When I was 5 or 6, I would sit with my legs dangling over the side of my bed, pressing my thighs into the edge, staring disgustedly at the way the fat spread out. When I sat next to my sister, who was a year younger than me, I would stare at her legs and wonder why they seemed so much smaller and better than mine. That was when my thighs became the enemy. According to the National Association of Anorexia Nervosa and Associated Disorders (ANAD), 42 percent of first to third-grade girls want to be thinner.
When I was 9 or 10, I had a green bikini swimsuit with boyshort bottoms. I hated that swimsuit. It made me feel like a beached whale. I would stare in the mirror and judge the way my hips protruded and how the boyshorts clung to my thighs, making them look like two fat sausages. That was when I started to hate going to the beach, when I dreaded having to take off my terrycloth cover-up and expose myself. ANAD reports that 81 percent of 10-year-old girls are afraid of being fat.
There are approximately 30 million people in the United States today suffering from an eating disorder. I am one of them. And I am writing my story not to draw attention to myself, but in the hopes that by sharing it, someone feels less alone in their experience. You have nothing to be ashamed of or to hide. You are not to blame.
In middle school, I became obsessed with fashion. I religiously read every month’s issue of Teen Vogue and Seventeen cover-to-cover and would stare at the models plastered across each page, overwhelmingly jealous of their flat stomachs and narrow hips. I ran cross country and track from seventh to twelfth grade, and because of this was surrounded by girls who seemed so much thinner than me. I hated our uniforms, lycra tops that left no curve of the upper body to the imagination and I always tried to get a size larger than what I actually was, in hopes it would hang looser. Same goes for the clothing I would buy in stores; I bought babydoll and poncho-style shirts, already designed to hang loose, in size large, despite size small fitting just fine, in the hopes they would hide me even more. I bought A-line style dresses and skirts and wore them multiple times a week, desperate for anything that would completely disguise my hips and thighs. I lived in constant fear my hips would be exposed, that people would see I wasn’t the narrow ideal.

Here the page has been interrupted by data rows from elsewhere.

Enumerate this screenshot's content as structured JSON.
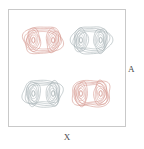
{
  "figure": {
    "title": "",
    "background_color": "#ffffff",
    "frame_color": "#c9c9c9"
  },
  "axes": {
    "xlabel": "X",
    "ylabel": "A",
    "xlabel_name": "x-axis-label",
    "ylabel_name": "y-axis-label",
    "tick_labels_x": [],
    "tick_labels_y": [],
    "grid": false
  },
  "legend": {
    "visible": false,
    "entries": []
  },
  "colors": {
    "positive": "#cf8a80",
    "negative": "#9aa6aa",
    "frame": "#c9c9c9",
    "text": "#4a4a4a",
    "background": "#ffffff"
  },
  "chart_data": {
    "type": "contour",
    "title": "",
    "xlabel": "X",
    "ylabel": "A",
    "grid": false,
    "legend_position": "none",
    "xlim": [
      0,
      1
    ],
    "ylim": [
      0,
      1
    ],
    "contour_levels": [
      1,
      2,
      3,
      4,
      5,
      6,
      7,
      8
    ],
    "n_levels": 8,
    "cells": [
      {
        "name": "top-left",
        "sign": "positive",
        "color": "#cf8a80",
        "center_x": 0.29,
        "center_y": 0.74,
        "lobe_centers": [
          [
            0.21,
            0.74
          ],
          [
            0.38,
            0.74
          ]
        ],
        "peak_value": 8
      },
      {
        "name": "top-right",
        "sign": "negative",
        "color": "#9aa6aa",
        "center_x": 0.71,
        "center_y": 0.74,
        "lobe_centers": [
          [
            0.62,
            0.74
          ],
          [
            0.79,
            0.74
          ]
        ],
        "peak_value": -8
      },
      {
        "name": "bottom-left",
        "sign": "negative",
        "color": "#9aa6aa",
        "center_x": 0.29,
        "center_y": 0.28,
        "lobe_centers": [
          [
            0.21,
            0.28
          ],
          [
            0.38,
            0.28
          ]
        ],
        "peak_value": -8
      },
      {
        "name": "bottom-right",
        "sign": "positive",
        "color": "#cf8a80",
        "center_x": 0.71,
        "center_y": 0.28,
        "lobe_centers": [
          [
            0.62,
            0.28
          ],
          [
            0.79,
            0.28
          ]
        ],
        "peak_value": 8
      }
    ]
  }
}
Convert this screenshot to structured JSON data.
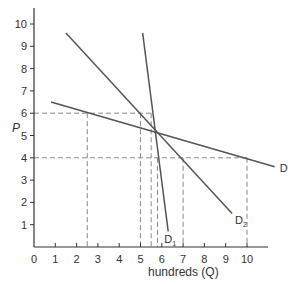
{
  "chart_data": {
    "type": "line",
    "title": "",
    "xlabel": "hundreds (Q)",
    "ylabel": "P",
    "xlim": [
      0,
      11
    ],
    "ylim": [
      0,
      11
    ],
    "x_ticks": [
      "0",
      "1",
      "2",
      "3",
      "4",
      "5",
      "6",
      "7",
      "8",
      "9",
      "10"
    ],
    "y_ticks": [
      "1",
      "2",
      "3",
      "4",
      "5",
      "6",
      "7",
      "8",
      "9",
      "10"
    ],
    "grid": false,
    "legend": "inline labels at line ends",
    "series": [
      {
        "name": "D1",
        "label": "D",
        "sub": "1",
        "points": [
          [
            5.1,
            9.6
          ],
          [
            6.3,
            0.7
          ]
        ]
      },
      {
        "name": "D2",
        "label": "D",
        "sub": "2",
        "points": [
          [
            1.5,
            9.6
          ],
          [
            9.3,
            1.5
          ]
        ]
      },
      {
        "name": "D3",
        "label": "D",
        "sub": "3",
        "points": [
          [
            0.8,
            6.5
          ],
          [
            11.3,
            3.6
          ]
        ]
      }
    ],
    "reference_lines": {
      "horizontal": [
        {
          "y": 6,
          "x_from": 0,
          "x_to": 5.6
        },
        {
          "y": 4,
          "x_from": 0,
          "x_to": 10
        }
      ],
      "vertical": [
        {
          "x": 2.5,
          "y_to": 6
        },
        {
          "x": 5.0,
          "y_to": 6
        },
        {
          "x": 5.5,
          "y_to": 6
        },
        {
          "x": 5.8,
          "y_to": 4
        },
        {
          "x": 7.0,
          "y_to": 4
        },
        {
          "x": 10.0,
          "y_to": 4
        }
      ]
    },
    "colors": {
      "curve": "#555555",
      "axis": "#333333",
      "dash": "#888888"
    }
  }
}
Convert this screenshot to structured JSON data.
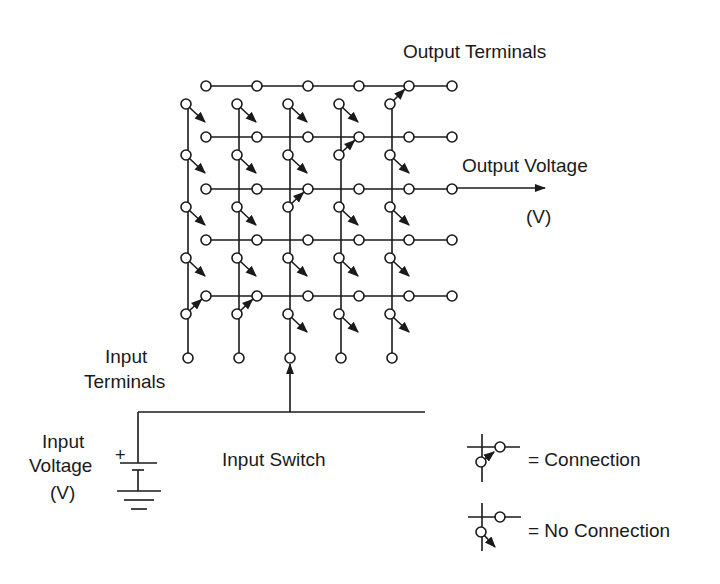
{
  "labels": {
    "output_terminals": "Output Terminals",
    "output_voltage": "Output Voltage",
    "output_voltage_unit": "(V)",
    "input_terminals_line1": "Input",
    "input_terminals_line2": "Terminals",
    "input_voltage_line1": "Input",
    "input_voltage_line2": "Voltage",
    "input_voltage_unit": "(V)",
    "battery_polarity": "+",
    "input_switch": "Input Switch"
  },
  "legend": [
    {
      "symbol": "connected-switch",
      "label": "= Connection"
    },
    {
      "symbol": "open-switch",
      "label": "= No Connection"
    }
  ],
  "matrix": {
    "columns": 5,
    "rows": 5,
    "output_terminals_per_row": 6,
    "connections": [
      [
        false,
        false,
        false,
        false,
        true
      ],
      [
        false,
        false,
        false,
        true,
        false
      ],
      [
        false,
        false,
        true,
        false,
        false
      ],
      [
        false,
        false,
        false,
        false,
        false
      ],
      [
        true,
        true,
        false,
        false,
        false
      ]
    ],
    "selected_input_column": 3,
    "output_voltage_row": 3
  },
  "colors": {
    "ink": "#1a1a1a",
    "background": "#ffffff"
  }
}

My first year of college proved no different than any other period of my life. As my taste in clothing shifted to a more tomboy style, it became even more difficult to hide the shape of my body. As spring semester rolled around, my anxiety rose exponentially when I decided to come out as gay to my immediate family and friends back home, on top of the continued shifting of my life socially and academically, and I began to restrict my eating as a way of feeling grounded and secure, as if there was one thing I could control. Towards the end of the spring, I lost 20 pounds in a single month. However, I was completely unaware of the true magnitude of my weight loss until I returned home for the summer.
Almost instantaneously upon arrival, the comments began. Positives ones about how thin I looked, jokes about if they were feeding me enough at Smith, that I should keep up the good work. I began to feel like my body was finally beginning to look like that of the girls in the magazine, like I was finally becoming beautiful, which is when the fear developed.
I began to fear weight gain, fear what would happen if even a pound returned to my body. I began to fanatically track what I ate, scared that eating anything more than an apple for lunch would ruin me. I worked full-time at McDonald's that summer and would spend every mind-numbing moment of my 9-hour shifts, which started at 5:30 a.m., obsessing over what I had eaten that day and what I could allow myself to eat. But being constantly on my feet and working left me painfully hungry and when I slipped and ate something I didn't deem harmless, I felt an overwhelming sense of guilt and shame. I felt the need to fix the mistake I felt I had made. That is when the purging began.
It started as something I did anytime I ate "unhealthy" foods (which to me was almost everything). I would eat the food in a moment of what I viewed as weakness and feel agonizing distress while doing so, until I immediately ran to the bathroom to throw it up. Then a sense of relief would flood over me, a sense of relief that felt so calming and reassuring that felt I was in control and everything would be alright. As time progressed, I began to throw up after every time I ate, savoring the temporary blissful feeling of having righted my wrongs, and eventually I started to throw up when I felt any sort of self-hatred or guilt, anytime I felt I needed to make atonement. It didn’t matter where I was - I threw up during my bathroom breaks at McDonald's, in the bathroom at the gym, and multiple times a day at home while running the faucet to drown out any noise.
By the end of the summer, it had been three months of this behavior tacked onto an equally devastating semester. I was constantly tired and on edge, prone to breaking down crying at the slightest provocation, and spent every moment I was not at work curled up in my bed, lacking the energy to do more than stare blankly at the wall. I was scared of who I had become, where I was going and how I was hurting the people I loved, particularly my sister, who had found out what was going on. So, in a moment of clarity at my annual physical, I told my doctor what was happening. After a long talk, she convinced me to make an appointment with the counselors at my college, who then suggested I work with a therapist in Northampton. Now, two years later with cognitive behavioral therapy and medication, I’ve come a long way.
I will forever be glad I spoke to my doctor and I urge anyone reading this article going through any sort of similar experience to do the same. It has been a rough road to recovery, one that has had many hiccups and relapses along the way, but one for which I am so fortunate and grateful. By speaking up and searching out help, I opened the doors to not only getting better, but finding an incredible support system, as well as the help I needed to move forward with my life without bulimia tagging along for the ride. It is my hope that my story will help someone out there realize that they deserve better, that they are a strong and amazing person and that there is no shame in speaking up and asking for help. You are not alone.